Why I'm loving it: This is another interesting premise. Sci-fi and religion and aliens and apocalypse? Yes, please! And it's getting pretty good reviews.
The Undertaking by Audrey Magee
Published February 6, 2014
Desperate to escape the
Eastern front, Peter Faber, an ordinary German soldier, marries
Katharina Spinell, a woman he has never met; it is a marriage of
convenience that promises 'honeymoon' leave for him and a pension for
her should he die on the front. With ten days' leave secured, Peter
visits his new wife in Berlin; both are surprised by the attraction that
develops between them.
When Peter returns to the horror of the
front, it is only the dream of Katharina that sustains him as he
approaches Stalingrad. Back in Berlin, Katharina, goaded on by her
desperate and delusional parents, ruthlessly works her way into the Nazi
party hierarchy, wedding herself, her young husband and their unborn
child to the regime. But when the tide of war turns and Berlin falls,
Peter and Katharina, ordinary people stained with their small share of
an extraordinary guilt, find their simple dream of family increasingly
hard to hold on to...
Why I'm loving it: A hard storyline. War brings murder, brutality, rape and deprivation, but I'm still drawn to the story. I'm curious where the story goes, what happens with these two strangers who find themselves married to one another?
Red Winter by Dan Smith
Published July 18, 2013
1920,
central Russia. The Red Terror tightens its hold. Kolya has deserted
his Red Army unit and returns home to bury his brother and reunite with
his wife and sons. But he finds the village silent and empty. The men
have been massacred in the forest. The women and children have
disappeared.
In this remote, rural Russian community the folk
tales that mothers tell their children by candlelight take on powerful
significance, and the terrifying legend of Koschei, The Deathless One,
begins to feel very real. Kolya sets out on a journey through dense,
haunting forests and across vast plains against the bitter winter, in
the desperate hope he will find his wife and two boys-and find them
alive. But there are very dark things in Kolya's past. And, as he
strives to find his family, there's someone-or something-following his
trail . . .
Why I'm loving it: This is another one that caught my eye at the book store. (Why it was on the "new fiction" shelf when the publish date is 2013, I don't know!) A deserter of the Russian Red Army returns to find his entire village empty, and his wife and children gone? There's a creepy desolation I find intriguing.

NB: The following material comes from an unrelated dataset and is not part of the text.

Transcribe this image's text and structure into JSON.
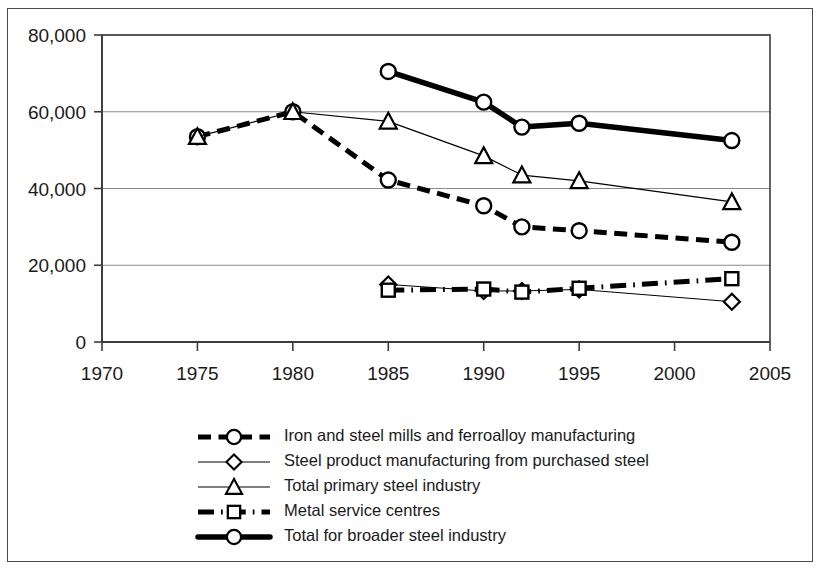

We Were Liars by E. Lockhart
Published May 13, 2014
A beautiful and distinguished family.
A private island.
A brilliant, damaged girl; a passionate, political boy.
A group of four friends—the Liars—whose friendship turns destructive.
A revolution. An accident. A secret.
Lies upon lies.
True love.
The truth.
We Were Liars is a modern, sophisticated suspense novel from National Book Award finalist and Printz Award honoree E. Lockhart.
Read it.
And if anyone asks you how it ends, just LIE.
Why I'm loving it: Because it's so vague. A little eerie, unsettling. Love and lies. I don't even know what it's about, and I still want to read it! They've done a great job at marketing it!
Half a King by Joe Abercrombie
Expected release is July 15, 2014
“I swore an oath to avenge the death of my father. I may be half a man, but I swore a whole oath.”
Prince Yarvi has vowed to regain a throne he
never wanted. But first he must survive cruelty, chains, and the bitter
waters of the Shattered Sea. And he must do it all with only one good
hand.
The deceived will become the deceiver.
Born a weakling in the eyes of his father, Yarvi is alone in a world
where a strong arm and a cold heart rule. He cannot grip a shield or
swing an axe, so he must sharpen his mind to a deadly edge.
The betrayed will become the betrayer.
Gathering a strange fellowship of the outcast and the lost, he finds
they can do more to help him become the man he needs to be than any
court of nobles could.
Will the usurped become the usurper?
But even with loyal friends at his side, Yarvi finds his path may end as it began—in twists, and traps, and tragedy.
Why I'm loving it: It sounds very different from anything else I've ever read, and it's getting really good buzz. And as a Game of Thrones series fan, I can't dismiss the similarity to Jamie Lannister.